Many a Home

From the day of creation when it was separated from the Lord and sent to this realm of birth and death, the soul has been going from one species to another according to its karmas. Whenever it obtained the human form — the only form privileged to love and realize God — it involved itself in external practices, yogic exercises, asceticism and penances. Sometimes it was born as a king, sometimes as a beggar, but both in prosperity and penury it failed to realize the Lord. It continued therefore to revolve in the wheel of transmigration. Kabir says that the sakats — people who crave worldly pleasures and possessions and cling to them — continue to live and die again and again.

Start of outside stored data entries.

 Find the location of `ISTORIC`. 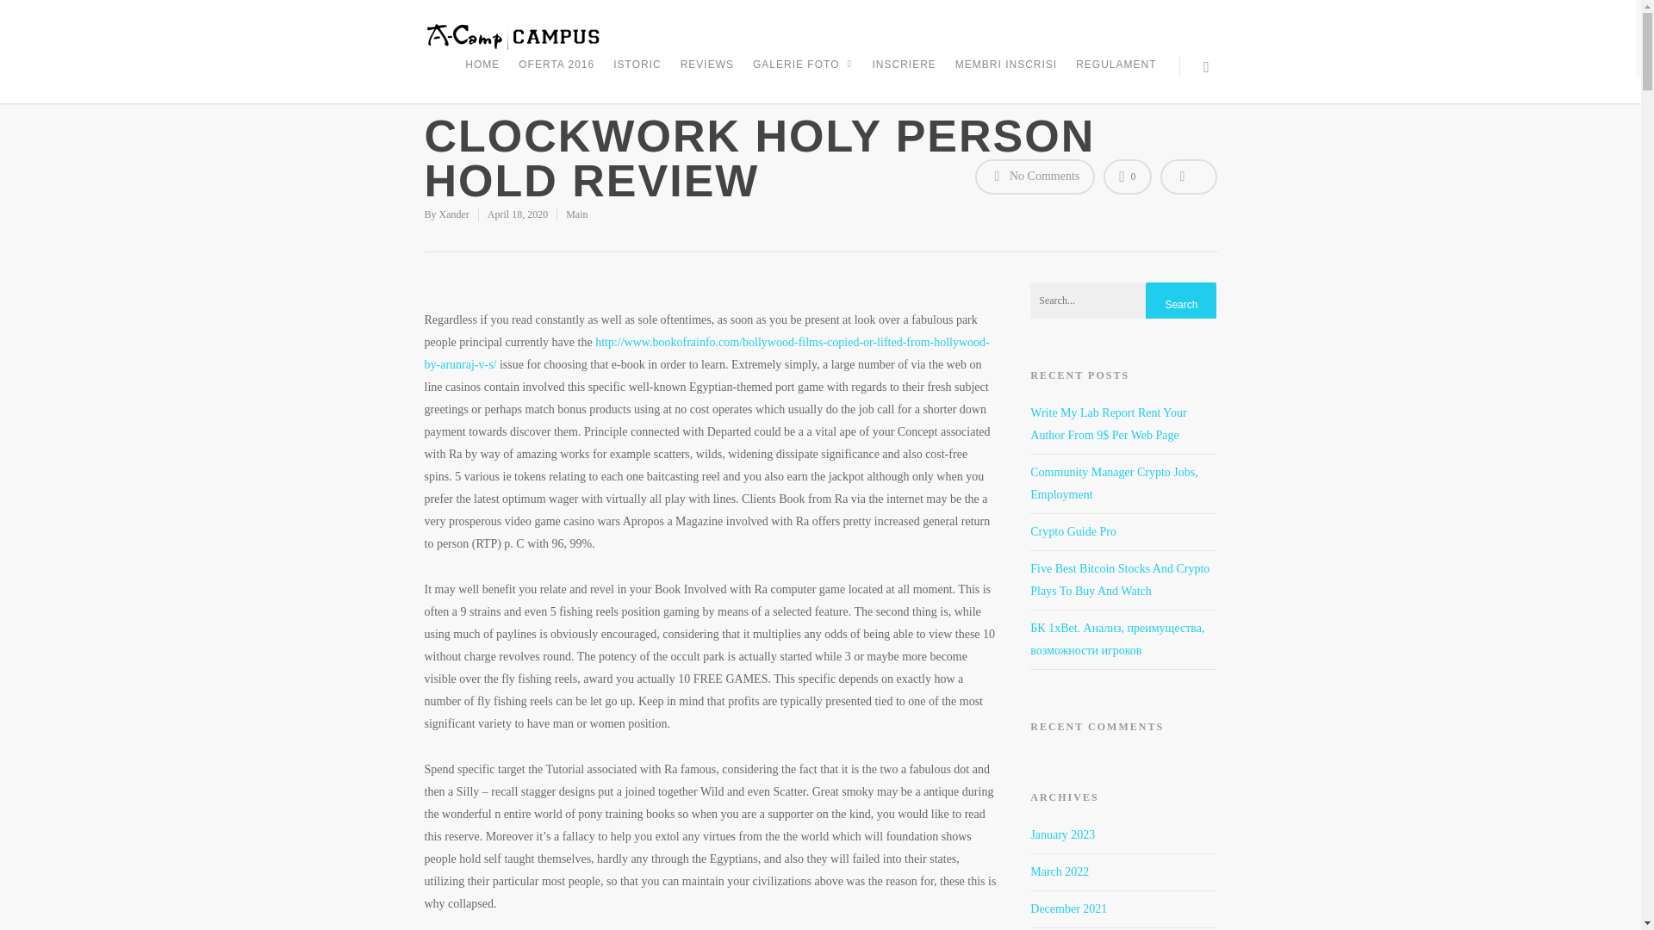

ISTORIC is located at coordinates (638, 76).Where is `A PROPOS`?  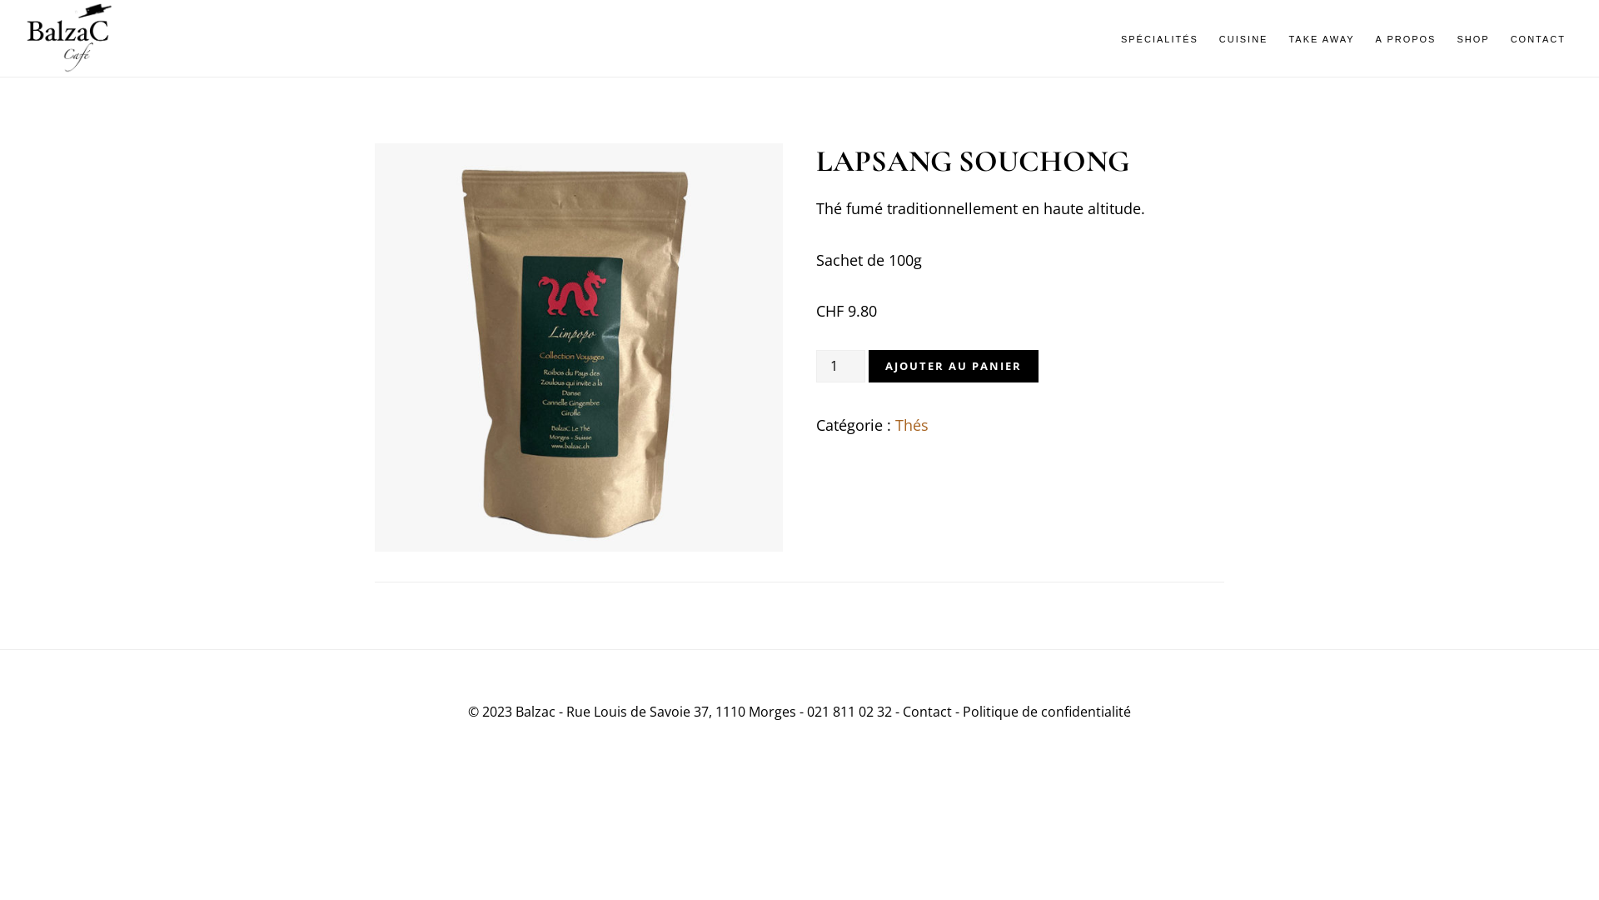
A PROPOS is located at coordinates (1406, 40).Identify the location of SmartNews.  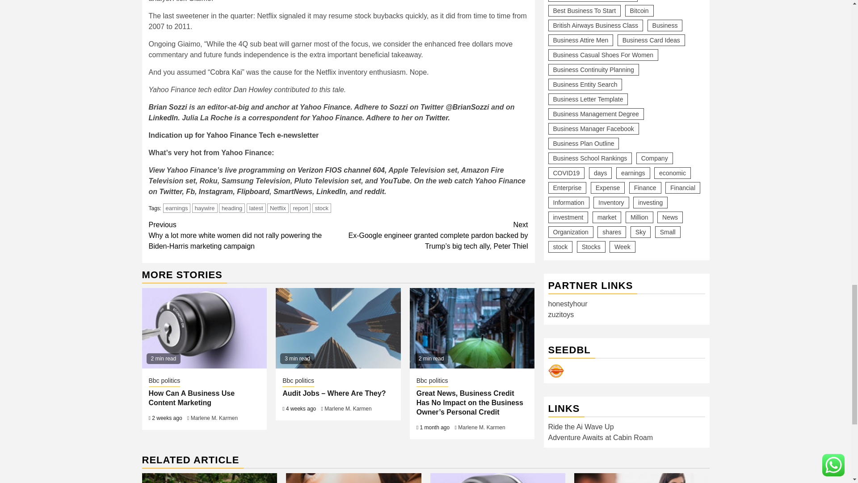
(293, 191). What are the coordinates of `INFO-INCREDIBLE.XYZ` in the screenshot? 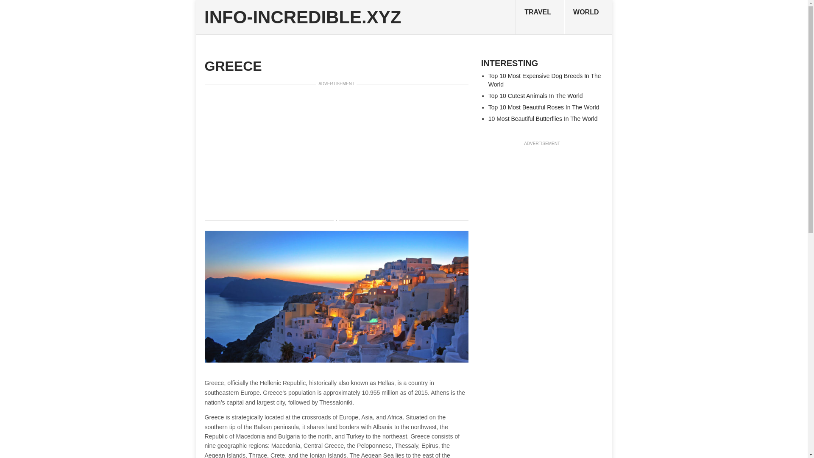 It's located at (303, 17).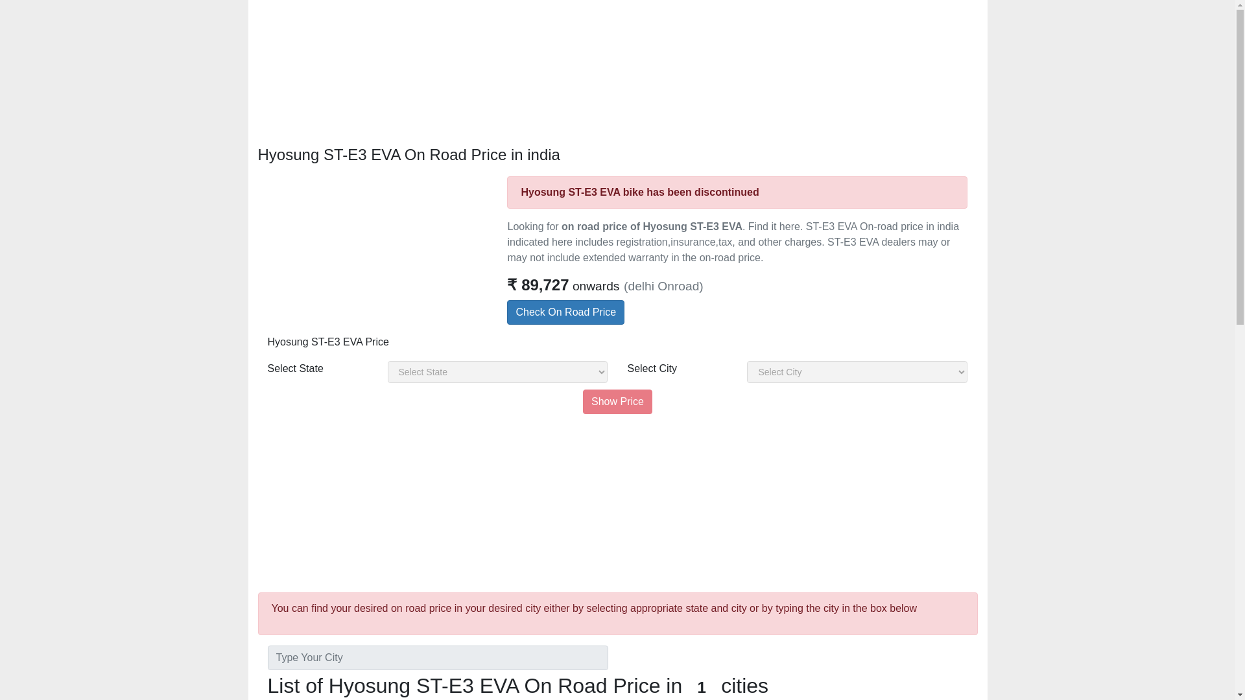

But the Saints, who devote themselves to the practice of Naam, go within and drink the nectar of Naam and achieve freedom from the chain of birth and death; they become one with the Lord and attain eternal life.

 

In the immobile and the mobile,
Among the worms and the moths,
Many births I had,
In many forms I reveled.

Since the day Thou subjected me, Lord,
To visitations to the womb,
In many a home have I made my sojourn.
Sometimes I was a yogi,
Sometimes an ascetic;
Sometimes I was a hermit,
Sometimes a celibate;
Sometimes I became an emperor,
Sometimes a beggar on the streets.
Since the day Thou subjected me. Lord,
To visitations to the womb,
In many a home have I made my sojourn.

The sakats die again and again,
But the Saints forever live,
For they imbibe the elixir of God.
Kabir submits: O Lord, have mercy on me;
Wearied, I have come to Thy feet,
Pray bless me with the state of perfection.